Reflection on Sponsoring CCF Kids since 2012
By NiQ & Michele Lai, Jan 2025
Reflection on Sponsoring CCF Kids since 2012
By NiQ & Michele Lai, Jan 2025
As a family we have been involved with Cambodian Children’s Fund (CCF) since the early 2010s and had visited CCF in Phnom Penh as a family when our son JaQ and daughter Alysha were still under ten. As this age, we felt that our children were too young to fully comprehend the situation at CCF, so were pleasantly surprised a couple of years later when our children asked to sponsor a younger CCF sibling each. Whilst we financially sponsor siblings as a family, the correspondence with the siblings is done directly and in private between JaQ and Chhey Ya, and Alysha and Ching. It has been an amazingly enriching experience to see our extended family grow over the years.
2012: Early family visit to CCF
2023: In back row, Ching is 2nd from left and Chhey Ya is 3rd from left
Reflection on Sponsoring a CCF Little Sister since 2020
By Alysha Lai, Jan 2025
Ching receiving a Academic Award
Five years ago, when I started sponsoring Ching, I was just starting high school, and she just started middle school. Sponsoring Ching was my 16th Birthday Gift, and it’s been so much more than that. In the lottery of life, we were dealt very different cards, yet we had so much to write about and found much in common. We seemed to be living parallel lives as she wrote about making friendship bracelets with her friends or worrying about her upcoming exams. And with every monthly update, I learned more about her personality, three close friends, and all the leadership positions she’s managed to achieve. I feel like her older sister, giving her advice and wishing her the best. I think it’s a special bond when you sponsor someone around the same age, growing up and learning together. As I started my second year at university, and Ching is in her final years of high school, I wish her the best and more. I hope to visit her in Cambodia in person someday soon!
Reflection on Sponsoring a CCF Little Brother since 2012
By JaQ Lai, Jan 2025
2012: JaQ, Chhey Ya and friend (from the left to right)
2017: JaQ, Chhey Ya, friend, and NiQ (from left to right)
Chhye Ya, receiving his prize becoming for first intern placement.
Growing up with Chhey Ya—my sponsor sibling in Phnom Penh—over the course of twelve years has been an irreplaceable gift. I hope that sharing a bit about our friendship might give some perspective on the transformative force of CCF sponsorship.
I met Chhey Ya when I was ten years old and he was eight. In our first messages, we told wrote about our favourite toys, the holidays we celebrated, and our friends at home. We encouraged each other in our studies, and exchanged stories from daily life. Over time, our emails included conversations about the future, family, our worries, and our aspirations. Chhey Ya is one of few friends I have known since such a young age.
Looking back at those early exchanges, I also recognise a developing awareness of the difference between my life in Hong Kong and Chhey Ya’s in Phnom Penh. This difference has been one of the facts of our relationship. It is easy to hone in on this difference and imagine sponsorship as a mere transaction, in which the sponsor gets a view into poverty and their own privilege, in exchange for money. What I find mistaken about this idea is that it misses out on the reciprocality of a real exchange between people. Sponsorship is not a view-into, but a relationship with—a relationship which, like any, is more colourful and entangled than any one aspect.
In the first years of our friendship, I thought of myself as a sort of older brother to my sponsor sibling—now more than ever, I understand that I have been inspired by Chhey Ya’s dedication, humour, and passion. As one example, Chhey Ya’s deep care for his younger siblings has been an ongoing inspiration for me to build a stronger relationship with my sister.
Last year, Chhey Ya decided to begin vocational training. The conversations we had about work, satisfaction, and responsibility in the past year have certainly shaped how I consider my own life. With Chhey Ya’s transition—from the academic education system to vocational school, and now a career as a cook—my approach to supporting him as a friend has also evolved. As we enter into the next stages of our lives, I am grateful to have had this opportunity to grow up with my sponsor sibling, and look forward to many more years of friendship. I hope that hearing a bit about what our friendship means to me might inspire you to begin a sponsorship of your own.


Task
Extract all records. Keep each one exact.

── Records to process

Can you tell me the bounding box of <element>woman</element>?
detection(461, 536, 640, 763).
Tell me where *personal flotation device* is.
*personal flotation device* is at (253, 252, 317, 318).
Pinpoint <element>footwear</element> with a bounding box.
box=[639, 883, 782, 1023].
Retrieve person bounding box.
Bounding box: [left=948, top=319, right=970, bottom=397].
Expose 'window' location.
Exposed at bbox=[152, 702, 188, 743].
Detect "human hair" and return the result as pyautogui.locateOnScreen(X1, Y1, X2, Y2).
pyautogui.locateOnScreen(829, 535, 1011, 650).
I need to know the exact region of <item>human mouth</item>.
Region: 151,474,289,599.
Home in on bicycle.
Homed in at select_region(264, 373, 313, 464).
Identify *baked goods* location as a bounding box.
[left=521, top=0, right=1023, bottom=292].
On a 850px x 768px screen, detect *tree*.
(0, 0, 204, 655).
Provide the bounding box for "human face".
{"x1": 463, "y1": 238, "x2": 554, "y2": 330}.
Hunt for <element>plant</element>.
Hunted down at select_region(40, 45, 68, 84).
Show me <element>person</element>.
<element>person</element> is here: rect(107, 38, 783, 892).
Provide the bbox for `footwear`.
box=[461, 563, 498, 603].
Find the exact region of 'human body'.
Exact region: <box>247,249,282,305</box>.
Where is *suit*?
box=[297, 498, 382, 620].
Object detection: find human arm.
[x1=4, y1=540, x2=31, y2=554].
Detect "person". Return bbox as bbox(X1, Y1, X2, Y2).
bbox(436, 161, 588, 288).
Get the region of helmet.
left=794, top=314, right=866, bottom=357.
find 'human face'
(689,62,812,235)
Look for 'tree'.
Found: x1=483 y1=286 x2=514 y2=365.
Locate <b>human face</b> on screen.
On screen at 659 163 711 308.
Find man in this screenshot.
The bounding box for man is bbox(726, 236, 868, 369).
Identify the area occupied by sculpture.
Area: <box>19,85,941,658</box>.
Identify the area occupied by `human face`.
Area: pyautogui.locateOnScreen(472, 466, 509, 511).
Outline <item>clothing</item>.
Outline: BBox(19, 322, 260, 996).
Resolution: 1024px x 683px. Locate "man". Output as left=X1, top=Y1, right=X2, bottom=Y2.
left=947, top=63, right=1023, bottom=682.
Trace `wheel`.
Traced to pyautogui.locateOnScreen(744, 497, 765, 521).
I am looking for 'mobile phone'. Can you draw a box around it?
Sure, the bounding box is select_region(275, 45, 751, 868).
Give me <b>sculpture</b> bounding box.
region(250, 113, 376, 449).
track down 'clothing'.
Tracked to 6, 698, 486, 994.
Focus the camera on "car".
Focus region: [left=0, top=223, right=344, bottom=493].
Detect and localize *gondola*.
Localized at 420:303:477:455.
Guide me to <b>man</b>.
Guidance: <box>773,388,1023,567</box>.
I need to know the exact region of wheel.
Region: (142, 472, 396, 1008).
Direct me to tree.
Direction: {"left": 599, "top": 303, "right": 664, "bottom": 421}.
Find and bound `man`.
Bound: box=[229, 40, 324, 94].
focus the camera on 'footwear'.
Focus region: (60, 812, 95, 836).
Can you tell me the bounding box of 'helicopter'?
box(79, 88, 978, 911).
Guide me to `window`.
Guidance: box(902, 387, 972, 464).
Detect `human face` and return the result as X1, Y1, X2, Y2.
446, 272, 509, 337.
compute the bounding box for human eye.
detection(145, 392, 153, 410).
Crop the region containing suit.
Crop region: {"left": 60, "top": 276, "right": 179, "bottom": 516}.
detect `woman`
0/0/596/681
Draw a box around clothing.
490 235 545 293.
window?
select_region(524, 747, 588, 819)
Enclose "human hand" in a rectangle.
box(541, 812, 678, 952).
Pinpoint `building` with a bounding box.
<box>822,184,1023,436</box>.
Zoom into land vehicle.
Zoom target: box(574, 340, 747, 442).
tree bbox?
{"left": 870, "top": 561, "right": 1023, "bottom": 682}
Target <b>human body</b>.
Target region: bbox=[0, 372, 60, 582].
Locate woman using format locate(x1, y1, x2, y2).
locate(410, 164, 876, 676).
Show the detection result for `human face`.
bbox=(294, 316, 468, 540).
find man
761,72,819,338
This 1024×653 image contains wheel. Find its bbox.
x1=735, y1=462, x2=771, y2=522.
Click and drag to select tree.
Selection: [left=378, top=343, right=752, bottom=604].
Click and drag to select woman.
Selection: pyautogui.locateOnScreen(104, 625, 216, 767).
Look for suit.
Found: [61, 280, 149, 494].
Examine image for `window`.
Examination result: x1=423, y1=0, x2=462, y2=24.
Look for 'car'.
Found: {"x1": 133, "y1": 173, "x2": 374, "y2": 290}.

────

Problem solution
Can you tell me the bounding box of <element>woman</element>?
detection(461, 536, 640, 763).
Tell me where *personal flotation device* is.
*personal flotation device* is at (253, 252, 317, 318).
Pinpoint <element>footwear</element> with a bounding box.
box=[639, 883, 782, 1023].
Retrieve person bounding box.
Bounding box: [left=948, top=319, right=970, bottom=397].
Expose 'window' location.
Exposed at bbox=[152, 702, 188, 743].
Detect "human hair" and return the result as pyautogui.locateOnScreen(X1, Y1, X2, Y2).
pyautogui.locateOnScreen(829, 535, 1011, 650).
I need to know the exact region of <item>human mouth</item>.
Region: 151,474,289,599.
Home in on bicycle.
Homed in at select_region(264, 373, 313, 464).
Identify *baked goods* location as a bounding box.
[left=521, top=0, right=1023, bottom=292].
On a 850px x 768px screen, detect *tree*.
(0, 0, 204, 655).
Provide the bounding box for "human face".
{"x1": 463, "y1": 238, "x2": 554, "y2": 330}.
Hunt for <element>plant</element>.
Hunted down at select_region(40, 45, 68, 84).
Show me <element>person</element>.
<element>person</element> is here: rect(107, 38, 783, 892).
Provide the bbox for `footwear`.
box=[461, 563, 498, 603].
Find the exact region of 'human body'.
Exact region: <box>247,249,282,305</box>.
Where is *suit*?
box=[297, 498, 382, 620].
Object detection: find human arm.
[x1=4, y1=540, x2=31, y2=554].
Detect "person". Return bbox as bbox(X1, Y1, X2, Y2).
bbox(436, 161, 588, 288).
Get the region of helmet.
left=794, top=314, right=866, bottom=357.
find 'human face'
(689,62,812,235)
Look for 'tree'.
Found: x1=483 y1=286 x2=514 y2=365.
Locate <b>human face</b> on screen.
On screen at 659 163 711 308.
Find man in this screenshot.
The bounding box for man is bbox(726, 236, 868, 369).
Identify the area occupied by sculpture.
Area: <box>19,85,941,658</box>.
Identify the area occupied by `human face`.
Area: pyautogui.locateOnScreen(472, 466, 509, 511).
Outline <item>clothing</item>.
Outline: BBox(19, 322, 260, 996).
Resolution: 1024px x 683px. Locate "man". Output as left=X1, top=Y1, right=X2, bottom=Y2.
left=947, top=63, right=1023, bottom=682.
Trace `wheel`.
Traced to pyautogui.locateOnScreen(744, 497, 765, 521).
I am looking for 'mobile phone'. Can you draw a box around it?
Sure, the bounding box is select_region(275, 45, 751, 868).
Give me <b>sculpture</b> bounding box.
region(250, 113, 376, 449).
track down 'clothing'.
Tracked to 6, 698, 486, 994.
Focus the camera on "car".
Focus region: [left=0, top=223, right=344, bottom=493].
Detect and localize *gondola*.
Localized at 420:303:477:455.
Guide me to <b>man</b>.
Guidance: <box>773,388,1023,567</box>.
I need to know the exact region of wheel.
Region: (142, 472, 396, 1008).
Direct me to tree.
Direction: {"left": 599, "top": 303, "right": 664, "bottom": 421}.
Find and bound `man`.
Bound: box=[229, 40, 324, 94].
focus the camera on 'footwear'.
Focus region: (60, 812, 95, 836).
Can you tell me the bounding box of 'helicopter'?
box(79, 88, 978, 911).
Guide me to `window`.
Guidance: box(902, 387, 972, 464).
Detect `human face` and return the result as X1, Y1, X2, Y2.
446, 272, 509, 337.
compute the bounding box for human eye.
detection(145, 392, 153, 410).
Crop the region containing suit.
Crop region: {"left": 60, "top": 276, "right": 179, "bottom": 516}.
detect `woman`
0/0/596/681
Draw a box around clothing.
490 235 545 293.
window?
select_region(524, 747, 588, 819)
Enclose "human hand" in a rectangle.
box(541, 812, 678, 952).
Pinpoint `building` with a bounding box.
<box>822,184,1023,436</box>.
Zoom into land vehicle.
Zoom target: box(574, 340, 747, 442).
tree bbox?
{"left": 870, "top": 561, "right": 1023, "bottom": 682}
Target <b>human body</b>.
Target region: bbox=[0, 372, 60, 582].
Locate woman using format locate(x1, y1, x2, y2).
locate(410, 164, 876, 676).
Show the detection result for `human face`.
bbox=(294, 316, 468, 540).
find man
761,72,819,338
This 1024×653 image contains wheel. Find its bbox.
x1=735, y1=462, x2=771, y2=522.
Click and drag to select tree.
Selection: [left=378, top=343, right=752, bottom=604].
Click and drag to select woman.
Selection: pyautogui.locateOnScreen(104, 625, 216, 767).
Look for suit.
Found: [61, 280, 149, 494].
Examine image for `window`.
Examination result: x1=423, y1=0, x2=462, y2=24.
Look for 'car'.
Found: {"x1": 133, "y1": 173, "x2": 374, "y2": 290}.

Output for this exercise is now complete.